The Chilean musician Stefan Elbl‘s eighth album ‘Chungungo‘ hits with sharp riffs, Spanish-language urgency, and a fearless sense of movement between Quilpué and San Francisco.
Some albums walk in politely. ‘Chungungo‘ kicks the amp, fixes the cable, and starts moving before the room has settled.
Stefan Elbl’s eighth studio album comes loaded with guitars that bite, basslines that march like they have rent due, and vocal harmonies stacked high enough to make Queen fans raise an eyebrow.
Recorded between Quilpué, Chile and the San Francisco Bay Area, ‘Chungungo‘ feels like a record made by someone who knows that a change of place can rearrange your whole nervous system. New city, new pressure, same need to make noise that means something.
The title comes from the chungungo, an endangered Chilean marine otter, and Elbl uses that image in a clever way. He is not giving listeners a nature lecture. He is turning the animal into a symbol for people trying to adapt when the ground keeps moving.

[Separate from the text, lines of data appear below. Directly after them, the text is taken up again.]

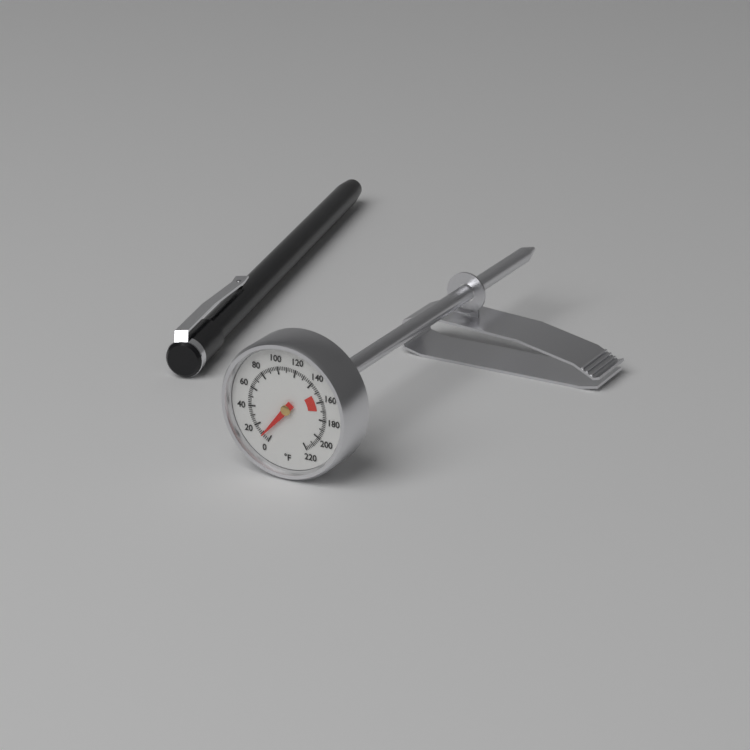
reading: 8 °F
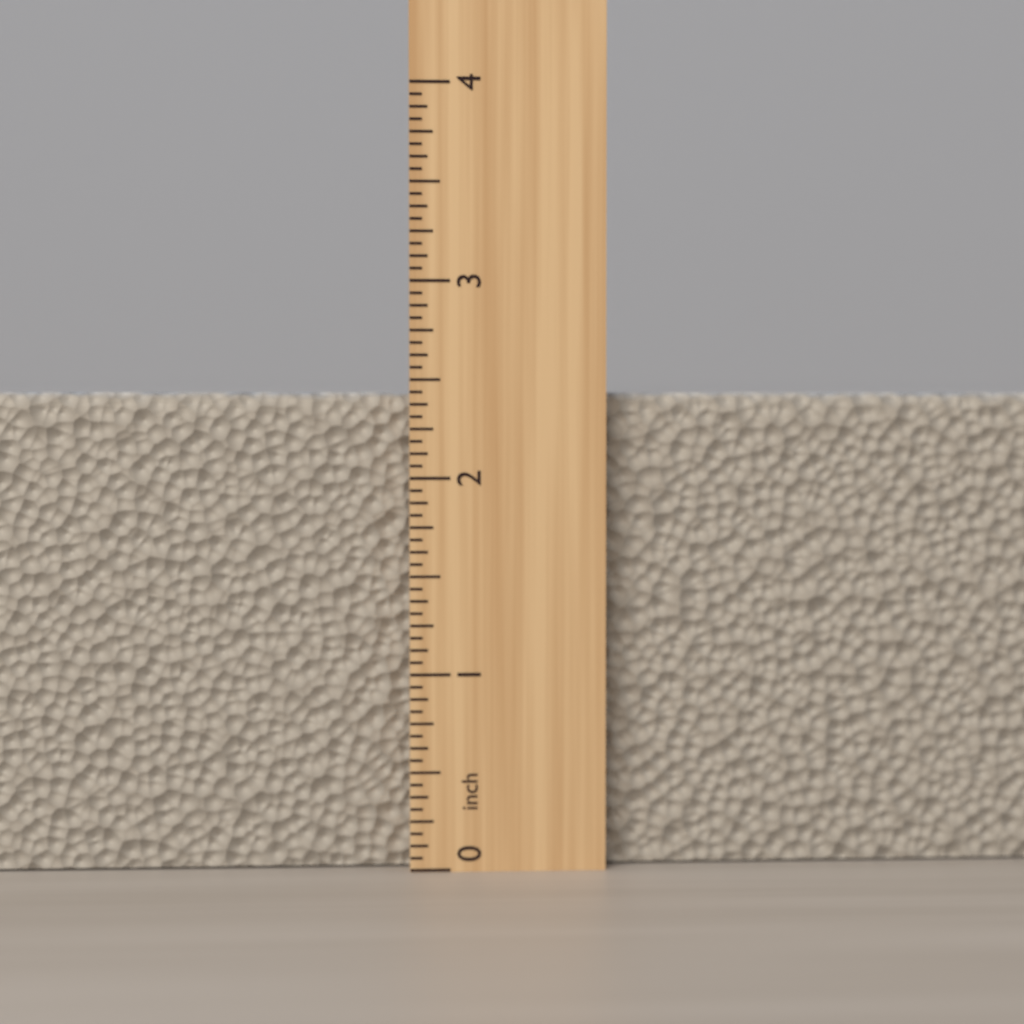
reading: 2.4375 inch
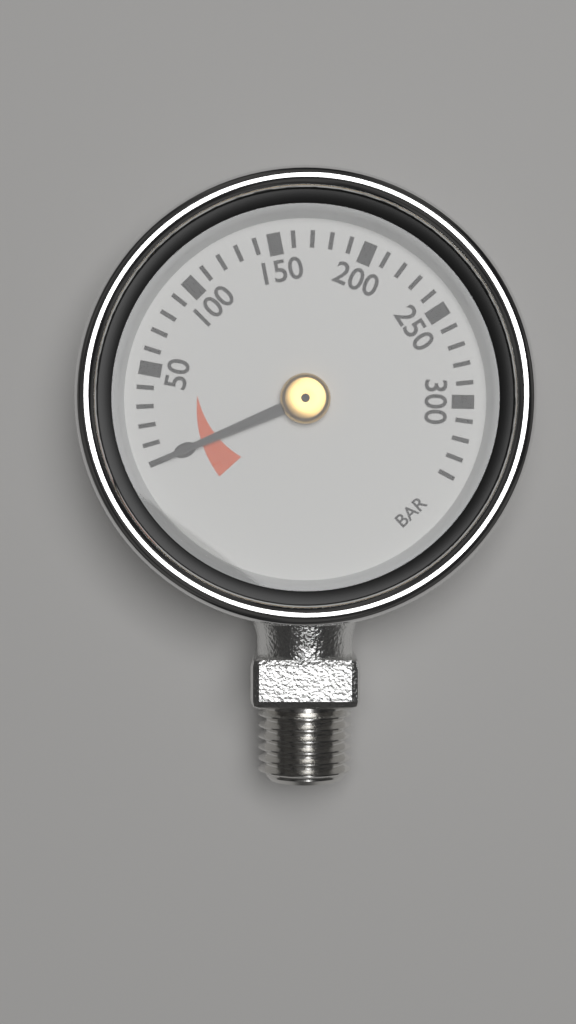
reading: 0 bar
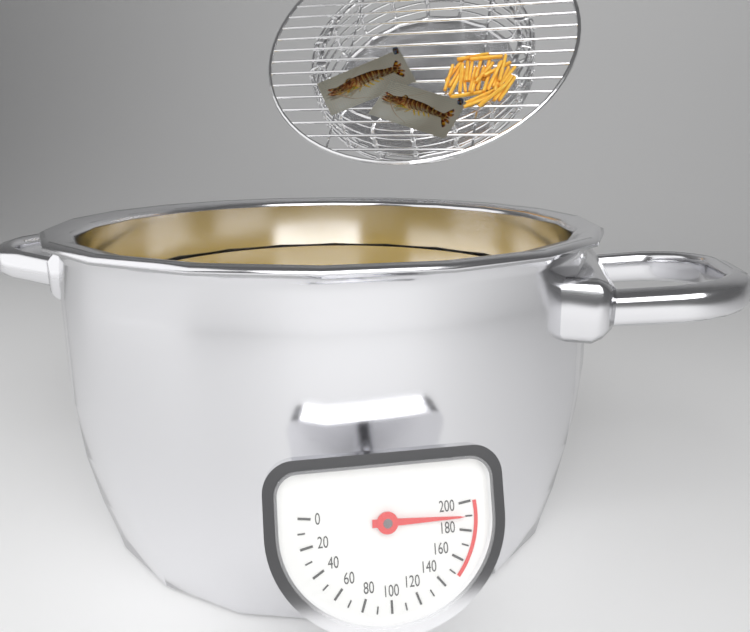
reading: 190 (no unit)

The album touches on unemployment, growing up, relocation, and the awkward art of finding footing when the map in your head no longer matches the street outside. That sounds heavy, yes, but the record has too much pulse to sit still and sulk.
The opener, “Torres de Papel,” gives the album its first spark. It reached Santa Rosa listeners through KBBF community radio before the full release, and you can hear why it made sense as an early signal.
The rhythm grabs quickly, the guitars arrive with intent, and the title, paper towers, fits the record’s larger mood. Things we build can look tall and still fold fast. Elbl does not cry over that.
He plugs in and studies the collapse from inside the groove.
Part of the fun here is how hard the album refuses to pick one lane. Elbl’s catalogue already moves through electronic music, rock, pop, folk, and metal, and ‘Chungungo‘ keeps that restless habit alive.
Other coverage has pulled in Soda Stereo, Los Prisioneros, Talking Heads, and Dream Theatre. That might sound like a crowded guest list, but Elbl handles it with focus. The guitars bring classic rock weight, the vocals bring theatre, and the drums from Felipe Montes keep the songs from floating away.
There are plenty of moments worth grabbing. “De Pie” turns the frustration of job hunting into something tense and physical, with heavy guitars and a vocal push that feels almost defiant. “Quebrado” gives Elbl space to stretch his voice, moving from grounded lines into higher, more dramatic shapes.
“Rápido” closes with speed, rhythmic switches, and the kind of restless energy that makes a track feel like it took the stairs two at a time. Even the shorter cuts have muscle. Nothing hangs around begging for approval.
What makes ‘Chungungo‘ click for ViViPlay listeners is the way it turns personal stress into a shared charge. We live with relocation posts, remote work panic, layoffs, side hustles, and people pretending they are fine at 1 a.m.

Elbl’s album catches that feeling without spelling everything out. It gives you riffs for the pressure and harmonies for the parts you laugh about later because the alternative is texting your ex or buying another notebook you will never fill.
Spanish-language rock also gives the album an extra layer of character. Elbl does not flatten his identity for easy export. He lets Chile and California sit in the same room, occasionally arguing, occasionally dancing.
The music can feel nostalgic, but it never gets stuck there. It has the punch of a musician who has listened widely and lived through enough change to know that style only matters when there is a real pulse underneath it.
‘Chungungo‘ is sharp, compact, and full of motion. Stefan Elbl has made a rock album for anyone who has had to rebuild a version of themselves in a place that did not wait for them to catch up.
Press play and follow the guitars. This endangered symbol carries one of the year’s most human stories.